Markey, Massachusetts’ junior senator, suggested the tactic by Exxon Mobil would carry over to the confirmation committee’s deliberations on Tillerson.  He has already promised President-elect Donald J. Trump a major battle on the nomination.

“It’s this type of bullying tactic by Exxon that raises concerns about Rex Tillerson’s nomination to be America’s chief diplomat,” Markey said.  “The rule of law and public transparency are bedrock American values that our secretary of state should reflect to the world.”

The Senate nomination hearings — already expected to be contentious because of Tillerson’s ties to Russia and a career spent exclusively at Exxon — could become a public debate on climate change, prodded by frustrated Democrats who are dismayed to see the incoming Trump administration employ so many Big Oil allies.

Ken Kimmell, president of the Union of Concerned Scientists, noted the secretary of state will be tasked with overseeing the Paris Agreement.

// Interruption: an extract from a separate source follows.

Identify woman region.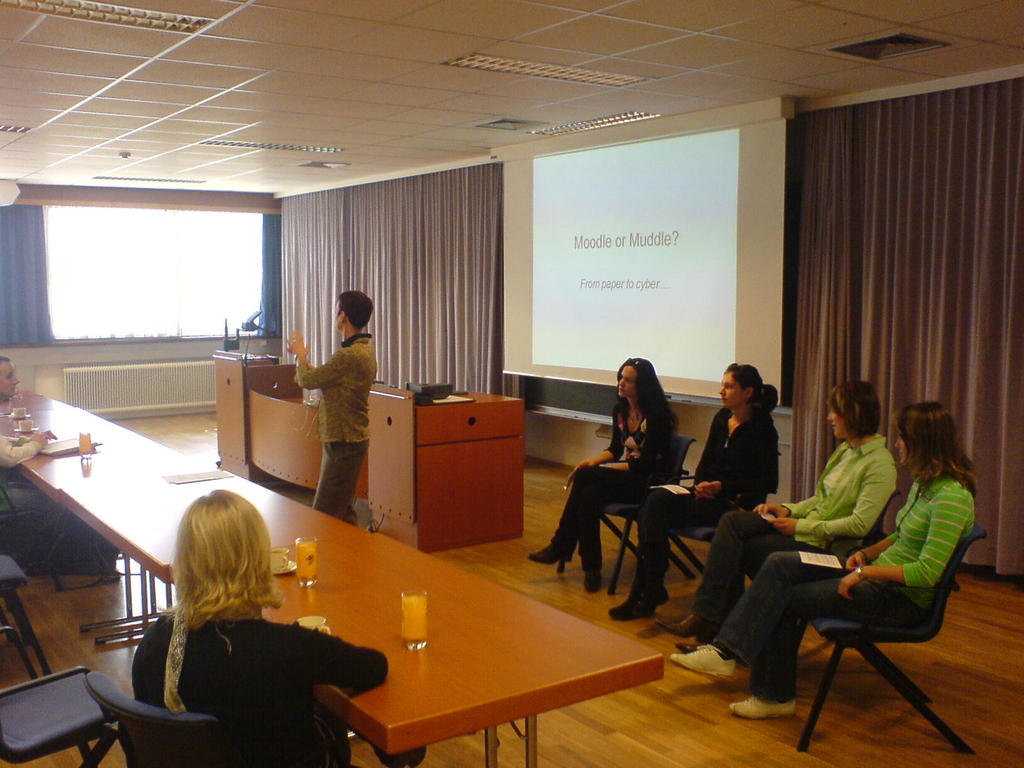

“My point is, he’s worked 40 years for this company and been CEO for the last 10 or so,” Kimmell said.  “How does he get out of the mind-set of a fossil-fuel company that has every interest in expanding its oil and gas operation and understand he’s now representing a country as part of a world agreement that is moving in the other direction toward a clean-energy economy?”

Kimmell’s organization, based in Cambridge, has also been subpoenaed by Exxon Mobil, which is trying to show whether politicians were working with environmental groups behind the scenes to build a case against the company.